From Mauled Again which discussed why this is the case in detail.
The amount of tax due in most, but not all, situations is lower in partnership taxation than in C corporation taxation, but this comes at the cost of having to deal with among the most heinously complex parts of the tax code. (Subchapter S corporation tax law is much less complex than partnership taxation and produces similar although not identical tax liabilities, but is less flexible.) It also doesn't help that most big corporations can afford expensive legal counsel to handle the hard issues, which often come up primarily in big business settings. In contrast, partnerships are often small ventures with little room in their budget for tax counsel or a tax accountant.
The widespread use of limited liability companies, limited liability partnerships, limited liability limited partnerships, limited partnership associations, and assorted other spawn of the check the box rules have made the problem profoundly worse, because Subchaper K was written with the assumption that some or all partners have unlimited liability and many Subchapter K rules are awkward at best and simply do not work at all, at worse, in non-recourse regimes.

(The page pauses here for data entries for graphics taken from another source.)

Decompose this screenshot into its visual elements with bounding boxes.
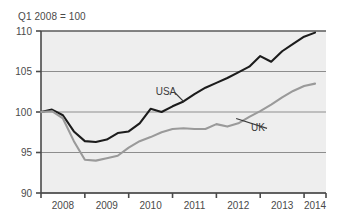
x-tick-label-2012: 2012 [227,200,250,211]
x-tick-label-2014: 2014 [304,200,327,211]
y-axis-ticks: 9095100105110 [15,26,41,199]
x-tick-label-2009: 2009 [96,200,119,211]
y-tick-label-90: 90 [21,188,33,199]
y-tick-label-100: 100 [15,107,32,118]
y-tick-label-95: 95 [21,147,33,158]
y-tick-label-105: 105 [15,66,32,77]
annotation-label-uk: UK [251,122,265,133]
line-chart-plot: 9095100105110 20082009201020112012201320… [0,0,338,220]
x-tick-label-2013: 2013 [271,200,294,211]
y-tick-label-110: 110 [16,26,32,37]
figure-container: Q1 2008 = 100 9095100105110 200820092010… [0,0,338,220]
x-axis-ticks: 2008200920102011201220132014 [41,193,327,211]
x-tick-label-2011: 2011 [184,200,206,211]
x-tick-label-2008: 2008 [52,200,75,211]
annotation-label-usa: USA [156,86,177,97]
x-tick-label-2010: 2010 [139,200,162,211]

Yet, as I explained to my continuing education class on asset protection yesterday, no sane person should ever use a general partnership by itself as their sole business entity, even though there are select circumstances when a sole proprietorship should be preferred to a single owner corporation or LLC. General partnerships are the default regime of the uncounseled, or arise accidentally.
General partnerships can also be a pain to deal with from a non-tax internal management perspective, in addition to their obvious asset protection flaws. I can affirm from experience that a general partnership breakup is an ugly thing and that the uniform laws adopted in Colorado and almost everywhere to deal with them are inadequate to address the issues that arise in practice. This happens mostly because important practical issues like who controls the entity during the breakup, who the proper parties are to litigation, and how discovery is handled are not adequately addressed in the manner that they come up in real life by the statute.
Subchapter K was hard enough, however, even before completely limited liability entities appeared. For example, my clients almost always find the distinction it makes between allocation of items of profit and loss on one hand, and distributions of partnership assets on the other, to be difficult to understand and counterintuitive. Do it yourself partnership agreements are frequently ambiguous in practice as a result of failing to make that distinction.
Alas, tax law is not driven by small general partnerships, LLCs and LLPs, but by highly sophisticated financial transactions designed using the tool of Subchapter K of the tax code which governs partnerships. As Maule explains, the reason that this is not reformed, despite the fact that it wouldn't be terribly hard to adopt reforms is that:
Simplification attempts would . . . be opposed by those who have advantages under the current system that they would lose if the partnership provisions were simplified. The same, unfortunately, can be said about most other areas of the tax law, though perhaps not quite to the extreme level as afflicts partnerships.
One possibility would be a safe harbor regime for reasonable simple LLCs and LLPs. Another would be to simply follow the example of the 1986 tax reform and simplify the law on a revenue neutral basis notwithstanding the fact that all sorts of special interests would be offended as a result.
This paper is more positive about Subchaper K and sees it as only modestly flawed.